The New American Webster Handy College Dictionary (4th Edition)
• Boxed inserts on etymologies and language usage • Pronunciation key on each page • Current phrases, slang, and scientific terms • Special notes on word origins • World gazetteer
PLUS
• Tables of weights and measurements • Languages and language families • Tables of signs and symbols • Forms of address • Comprehensive listing of abbreviations
Science for Environmental Protection: The Road Ahead (2012)
This issue outlines a framework for building science for environmental protection in the 21st century and identified key areas where enhanced leadership and capacity can strengthen the agency's abilities to address current and emerging environmental challenges as well as take advantage of new tools and technologies to address them.
Tensions inherent to the structure of EPA's work contribute to the current and persistent challenges faced by the agency, and meeting those challenges will require development of leading-edge scientific methods, tools, and technologies, and a more deliberate approach to systems thinking and interdisciplinary science.
When I wrote You Just Don't Understand: Women and Men in Conversation I didn’t know that what everyone would respond to most strongly is the question, “Why don’t men like to stop and ask for directions?” (Before the book was published, no one talked about this gender difference; as a result of the book, it is now the ubiquitous subject of jokes, cartoons, skits, greeting cards, and casual conversations.) The answer to this question will be revealed in the lectures that follow,
Ghost stories are always in conversation with novelistic modes with which they are contemporary. This book examines examples fromSir Walter Scott, Charles Dickens, Henry James andRudyard Kipling,amongst others, to the end of the twentieth century, looking at how they address empire, class, property, history and trauma.
Sustainable Development: Principles, Frameworks, and Case Studies
Coined in the 1970s, the term sustainable development and the ideas behind it have enjoyed varying amounts of popularity over the years. And while dire predictions abound, the full impacts of global warming are not known, nor can they be known. What we do know is that to be sustainable, all societies must adjust to new realities, which include changing ecosystems and natural limits to growth. How do we address these issues and maintain an equitable way of life for all on the planet?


● Task goal
For each line in the records that contains "flows", make a copy.
━━━━━ Data
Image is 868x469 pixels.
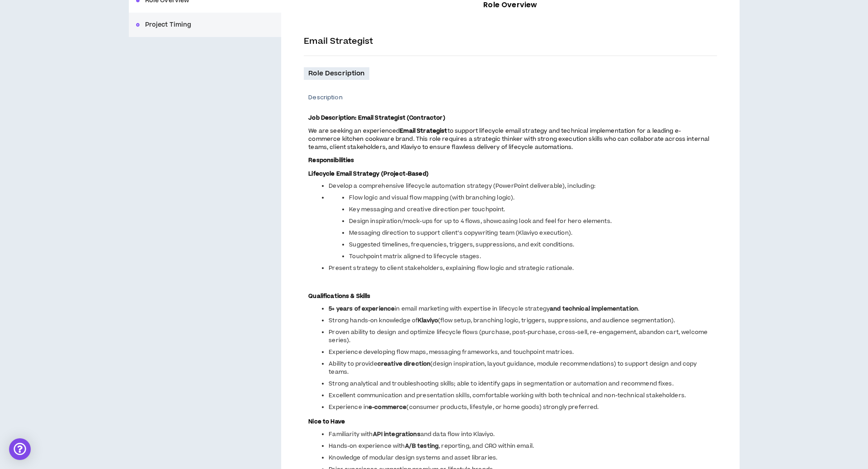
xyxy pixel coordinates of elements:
span: Key messaging and creative direction per touchpoint. [349,206,505,213]
span: Knowledge of modular design systems and asset libraries. [329,454,497,462]
span: Experience in [329,403,369,411]
span: Proven ability to design and optimize lifecycle flows (purchase, post-purchase, cross-sell, re-en... [329,328,707,345]
span: Messaging direction to support client’s copywriting team (Klaviyo execution). [349,229,572,237]
span: (flow setup, branching logic, triggers, suppressions, and audience segmentation). [438,316,674,325]
span: Excellent communication and presentation skills, comfortable working with both technical and non-... [329,391,686,400]
span: Strong hands-on knowledge of [329,316,418,325]
span: Develop a comprehensive lifecycle automation strategy (PowerPoint deliverable), including: [329,182,595,190]
strong: Lifecycle Email Strategy (Project-Based) [308,170,429,178]
p: Role Description [304,67,369,80]
strong: 5+ years of experience [329,305,394,313]
p: Email Strategist [304,35,717,49]
strong: e-commerce [369,403,406,411]
span: Ability to provide [329,360,377,368]
p: Description [308,94,709,101]
strong: API integrations [373,430,420,438]
strong: Klaviyo [418,316,438,325]
strong: and technical implementation [549,305,638,313]
span: to support lifecycle email strategy and technical implementation for a leading e-commerce kitchen... [308,127,709,151]
span: Design inspiration/mock-ups for up to 4 flows, showcasing look and feel for hero elements. [349,217,612,226]
span: (consumer products, lifestyle, or home goods) strongly preferred. [406,403,599,411]
span: Hands-on experience with [329,442,404,450]
span: and data flow into Klaviyo. [420,430,495,438]
span: Familiarity with [329,430,372,438]
strong: A/B testing [405,442,439,450]
strong: Job Description: Email Strategist (Contractor) [308,114,444,122]
span: . [638,305,639,313]
span: , reporting, and CRO within email. [439,442,534,450]
span: We are seeking an experienced [308,127,399,135]
span: Suggested timelines, frequencies, triggers, suppressions, and exit conditions. [349,241,574,249]
span: Experience developing flow maps, messaging frameworks, and touchpoint matrices. [329,348,574,356]
strong: creative direction [377,360,431,368]
span: Touchpoint matrix aligned to lifecycle stages. [349,253,480,261]
div: Open Intercom Messenger [9,438,31,460]
span: in email marketing with expertise in lifecycle strategy [394,305,549,313]
strong: Responsibilities [308,156,354,164]
span: Flow logic and visual flow mapping (with branching logic). [349,193,514,202]
span: Present strategy to client stakeholders, explaining flow logic and strategic rationale. [329,264,574,272]
span: (design inspiration, layout guidance, module recommendations) to support design and copy teams. [329,360,697,376]
strong: Qualifications & Skills [308,292,370,301]
button: Project Timing [129,13,281,37]
strong: Email Strategist [399,127,447,135]
strong: Nice to Have [308,418,345,426]
span: Strong analytical and troubleshooting skills; able to identify gaps in segmentation or automation... [329,380,674,388]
━━━━━━━━━━
● Answer to this task
span: Proven ability to design and optimize lifecycle flows (purchase, post-purchase, cross-sell, re-en... [329,328,707,345]
span: Design inspiration/mock-ups for up to 4 flows, showcasing look and feel for hero elements. [349,217,612,226]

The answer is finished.